A guest post by LADYKAYE
I had an experience a number of years ago wherein a woman I like very much, who happens to be a leading member of the Orthodox feminist movement, started showing signs of liking me less after we had a conversation about women's tefillah groups. I complained to a friend, and the friend said "Well, she probably thought you were more liberal than you are." I responded, almost without thinking, "Well, I AM more liberal than I am." The friend laughed, because she knew what I meant: that I have many powerful feminist tendencies and opinions, but for any number of reasons, they don't generally translate into practice.
This has become much, much more apparent, as well as more difficult to manage, as my daughters have gotten older and begun to ask pesky questions. I find their questions pesky because I refuse to lie to them or give them anything other than the whole truth, the real truth, and nothing but the truth; but too often, the whole truth conflicts with the reality they know, and I have no reasonable means to make the two coincide.
Take this recent conversation with my 8 year-old, for example. I don't remember why, but we were discussing aliyot, and I was explaining what they are and what the person says when he's called up. A light of recognition went on in her eyes as she suddenly remembered the rabbi's young son -- younger than she is now -- receiving an aliyah last Simchat Torah. "Oh, like Benjy did on Simchas Torah! I heard him making that bracha!" So I answered her, "Yes, on Simchas Torah, little boys do it too."

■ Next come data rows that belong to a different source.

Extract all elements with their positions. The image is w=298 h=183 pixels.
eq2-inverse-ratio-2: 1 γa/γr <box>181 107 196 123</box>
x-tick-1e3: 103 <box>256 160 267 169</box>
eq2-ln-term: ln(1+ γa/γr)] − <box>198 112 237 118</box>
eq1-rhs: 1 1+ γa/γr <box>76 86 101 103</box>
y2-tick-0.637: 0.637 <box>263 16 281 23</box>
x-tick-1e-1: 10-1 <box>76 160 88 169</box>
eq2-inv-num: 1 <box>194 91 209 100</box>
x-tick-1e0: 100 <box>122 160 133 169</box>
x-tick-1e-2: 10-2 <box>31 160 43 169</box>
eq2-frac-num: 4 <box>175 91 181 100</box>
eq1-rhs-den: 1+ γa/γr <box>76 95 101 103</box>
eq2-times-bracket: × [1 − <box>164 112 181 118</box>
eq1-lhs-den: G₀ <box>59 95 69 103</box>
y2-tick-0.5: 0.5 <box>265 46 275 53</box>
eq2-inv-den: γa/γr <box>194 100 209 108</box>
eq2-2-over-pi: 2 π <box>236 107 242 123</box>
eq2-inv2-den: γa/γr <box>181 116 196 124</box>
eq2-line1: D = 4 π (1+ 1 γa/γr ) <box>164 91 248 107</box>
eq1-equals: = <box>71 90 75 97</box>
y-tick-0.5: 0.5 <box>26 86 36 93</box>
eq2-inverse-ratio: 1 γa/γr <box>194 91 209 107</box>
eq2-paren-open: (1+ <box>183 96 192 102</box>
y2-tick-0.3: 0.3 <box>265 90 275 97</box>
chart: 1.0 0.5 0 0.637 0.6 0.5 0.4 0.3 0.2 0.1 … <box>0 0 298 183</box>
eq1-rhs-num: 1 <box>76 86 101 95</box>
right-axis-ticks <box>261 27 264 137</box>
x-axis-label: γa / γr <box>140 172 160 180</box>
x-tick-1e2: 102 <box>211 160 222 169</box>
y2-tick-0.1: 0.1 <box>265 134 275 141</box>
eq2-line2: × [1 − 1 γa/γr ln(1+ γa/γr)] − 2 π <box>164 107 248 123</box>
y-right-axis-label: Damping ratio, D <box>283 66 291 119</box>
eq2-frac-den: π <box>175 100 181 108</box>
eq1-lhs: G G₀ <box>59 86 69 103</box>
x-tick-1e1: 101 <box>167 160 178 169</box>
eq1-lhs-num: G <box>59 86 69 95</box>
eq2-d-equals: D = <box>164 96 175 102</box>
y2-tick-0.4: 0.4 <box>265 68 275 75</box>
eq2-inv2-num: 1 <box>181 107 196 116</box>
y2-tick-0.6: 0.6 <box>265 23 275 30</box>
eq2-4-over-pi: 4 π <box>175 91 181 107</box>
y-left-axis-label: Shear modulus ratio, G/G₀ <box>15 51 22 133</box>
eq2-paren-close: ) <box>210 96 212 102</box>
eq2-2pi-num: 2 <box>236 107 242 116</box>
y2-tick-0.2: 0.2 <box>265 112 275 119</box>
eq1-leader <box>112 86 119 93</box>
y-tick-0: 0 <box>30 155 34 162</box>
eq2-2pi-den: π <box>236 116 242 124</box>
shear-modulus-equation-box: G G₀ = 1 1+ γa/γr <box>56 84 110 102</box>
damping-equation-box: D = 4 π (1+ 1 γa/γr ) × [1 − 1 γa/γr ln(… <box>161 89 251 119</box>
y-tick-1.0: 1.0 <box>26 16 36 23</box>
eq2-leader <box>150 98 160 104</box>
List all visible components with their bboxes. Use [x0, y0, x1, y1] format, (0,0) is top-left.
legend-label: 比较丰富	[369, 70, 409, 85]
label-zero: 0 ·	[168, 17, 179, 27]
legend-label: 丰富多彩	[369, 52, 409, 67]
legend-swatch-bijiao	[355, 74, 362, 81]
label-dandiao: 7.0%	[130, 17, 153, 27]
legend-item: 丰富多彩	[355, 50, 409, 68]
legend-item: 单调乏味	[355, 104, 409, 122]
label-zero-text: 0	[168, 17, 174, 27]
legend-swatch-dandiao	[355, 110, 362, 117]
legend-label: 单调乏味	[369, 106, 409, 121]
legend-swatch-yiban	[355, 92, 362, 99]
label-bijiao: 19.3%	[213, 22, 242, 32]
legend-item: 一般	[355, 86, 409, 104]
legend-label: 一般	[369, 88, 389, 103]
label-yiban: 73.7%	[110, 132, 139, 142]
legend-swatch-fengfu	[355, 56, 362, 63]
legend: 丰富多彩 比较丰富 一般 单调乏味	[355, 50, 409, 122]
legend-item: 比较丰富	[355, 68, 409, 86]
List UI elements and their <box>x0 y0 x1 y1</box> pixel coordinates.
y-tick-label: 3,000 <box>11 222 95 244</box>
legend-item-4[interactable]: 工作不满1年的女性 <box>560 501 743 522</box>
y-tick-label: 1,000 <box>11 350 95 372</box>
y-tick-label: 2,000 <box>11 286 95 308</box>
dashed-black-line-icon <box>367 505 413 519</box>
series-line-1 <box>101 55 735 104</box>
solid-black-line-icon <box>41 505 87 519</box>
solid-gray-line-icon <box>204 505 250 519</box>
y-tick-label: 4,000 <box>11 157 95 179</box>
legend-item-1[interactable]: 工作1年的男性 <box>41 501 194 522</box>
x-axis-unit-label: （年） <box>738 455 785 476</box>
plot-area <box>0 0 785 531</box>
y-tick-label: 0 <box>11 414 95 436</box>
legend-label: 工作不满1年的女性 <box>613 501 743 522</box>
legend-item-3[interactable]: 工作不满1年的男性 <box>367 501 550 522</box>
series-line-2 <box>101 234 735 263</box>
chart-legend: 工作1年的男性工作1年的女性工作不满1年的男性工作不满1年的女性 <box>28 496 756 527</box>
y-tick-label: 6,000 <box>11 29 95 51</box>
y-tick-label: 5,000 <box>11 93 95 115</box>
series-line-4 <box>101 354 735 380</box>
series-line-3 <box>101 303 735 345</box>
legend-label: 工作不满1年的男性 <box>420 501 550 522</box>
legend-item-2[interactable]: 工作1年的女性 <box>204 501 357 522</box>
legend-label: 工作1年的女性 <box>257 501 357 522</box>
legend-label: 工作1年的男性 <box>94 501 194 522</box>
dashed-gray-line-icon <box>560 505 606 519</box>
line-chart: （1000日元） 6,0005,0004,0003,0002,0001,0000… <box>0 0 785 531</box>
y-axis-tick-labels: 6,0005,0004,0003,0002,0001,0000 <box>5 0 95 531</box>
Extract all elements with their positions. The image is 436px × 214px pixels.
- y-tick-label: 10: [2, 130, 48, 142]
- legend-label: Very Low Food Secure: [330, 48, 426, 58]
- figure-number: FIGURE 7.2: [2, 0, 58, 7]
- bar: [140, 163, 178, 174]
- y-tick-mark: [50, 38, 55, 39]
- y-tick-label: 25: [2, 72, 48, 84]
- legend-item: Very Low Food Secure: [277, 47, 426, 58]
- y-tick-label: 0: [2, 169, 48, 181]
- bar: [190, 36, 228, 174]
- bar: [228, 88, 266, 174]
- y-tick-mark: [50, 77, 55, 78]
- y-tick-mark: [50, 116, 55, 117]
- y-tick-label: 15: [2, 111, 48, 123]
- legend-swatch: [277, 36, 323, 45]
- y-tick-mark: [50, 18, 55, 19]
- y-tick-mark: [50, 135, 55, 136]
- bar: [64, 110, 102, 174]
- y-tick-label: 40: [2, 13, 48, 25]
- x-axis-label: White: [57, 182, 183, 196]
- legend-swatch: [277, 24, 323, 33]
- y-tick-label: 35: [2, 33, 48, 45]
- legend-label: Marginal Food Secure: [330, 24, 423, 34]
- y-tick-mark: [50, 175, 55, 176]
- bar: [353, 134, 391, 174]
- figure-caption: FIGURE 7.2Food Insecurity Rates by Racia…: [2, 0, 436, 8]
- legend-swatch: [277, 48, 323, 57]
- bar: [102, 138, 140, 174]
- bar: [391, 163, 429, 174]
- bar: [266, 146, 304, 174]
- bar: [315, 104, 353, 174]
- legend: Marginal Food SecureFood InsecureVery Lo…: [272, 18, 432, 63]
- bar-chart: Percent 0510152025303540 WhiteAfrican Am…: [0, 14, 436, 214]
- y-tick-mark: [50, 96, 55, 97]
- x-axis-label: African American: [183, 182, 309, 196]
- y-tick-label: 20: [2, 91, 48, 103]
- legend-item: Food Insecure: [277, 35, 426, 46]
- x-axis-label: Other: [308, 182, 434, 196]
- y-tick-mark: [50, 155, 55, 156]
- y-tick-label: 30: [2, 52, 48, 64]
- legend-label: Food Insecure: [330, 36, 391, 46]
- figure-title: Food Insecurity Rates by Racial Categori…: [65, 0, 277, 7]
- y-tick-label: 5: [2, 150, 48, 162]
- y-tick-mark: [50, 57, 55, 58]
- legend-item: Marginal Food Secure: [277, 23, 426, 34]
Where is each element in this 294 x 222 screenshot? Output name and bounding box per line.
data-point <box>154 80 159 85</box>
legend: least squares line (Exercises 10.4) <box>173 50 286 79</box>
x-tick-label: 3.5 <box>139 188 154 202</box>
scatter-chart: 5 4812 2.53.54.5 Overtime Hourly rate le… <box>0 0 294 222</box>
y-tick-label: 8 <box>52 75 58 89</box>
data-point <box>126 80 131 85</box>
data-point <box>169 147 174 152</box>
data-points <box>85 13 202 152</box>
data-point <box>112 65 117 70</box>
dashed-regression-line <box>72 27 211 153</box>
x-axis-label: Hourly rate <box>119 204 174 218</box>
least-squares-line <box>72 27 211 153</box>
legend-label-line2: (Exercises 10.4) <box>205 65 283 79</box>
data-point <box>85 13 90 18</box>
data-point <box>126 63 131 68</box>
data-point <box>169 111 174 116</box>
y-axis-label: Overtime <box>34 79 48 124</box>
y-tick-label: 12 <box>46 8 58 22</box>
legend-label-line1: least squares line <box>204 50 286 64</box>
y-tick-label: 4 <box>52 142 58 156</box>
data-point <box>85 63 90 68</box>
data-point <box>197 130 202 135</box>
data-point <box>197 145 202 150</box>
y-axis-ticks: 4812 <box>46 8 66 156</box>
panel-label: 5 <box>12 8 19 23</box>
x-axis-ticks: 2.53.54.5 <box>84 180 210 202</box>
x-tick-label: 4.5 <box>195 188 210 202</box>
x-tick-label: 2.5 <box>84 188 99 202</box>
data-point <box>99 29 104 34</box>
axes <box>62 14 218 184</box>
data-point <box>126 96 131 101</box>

I don't know why I didn't see it coming. My daughter asked immediately, "Can little girls do it on Simchas Torah?"
I hesitated for a long moment in which various discourses on the precise meaning of "kavod ha-tzibur", and my personal opinions regarding the precise meaning of kavod ha-tzibur, exploded through my head, as did the silly explanation I received once for why children get aliyot on Simchat Torah (I personally find it silly). Also in my head, louder than any of these things, was the following: "I am not going to say one thing to my daughter that will in any way, shape, or form send her the message, subliminally or otherwise, that she is in any way at all inferior to a male. Nothing. Not one bit. Regardless of what might happen next."
So I finally babbled out an answer that was probably more lame than any apologetic explanation of kavod ha-tzibur, and my answer was as follows: "Actually, little girls probably could, but for some reason most shuls don't do that."
And for some reason - God's grace, most likely - she was quiet and asked nothing further.
But she will. Of course she will. And I don't know how many more lame answers she'll accept.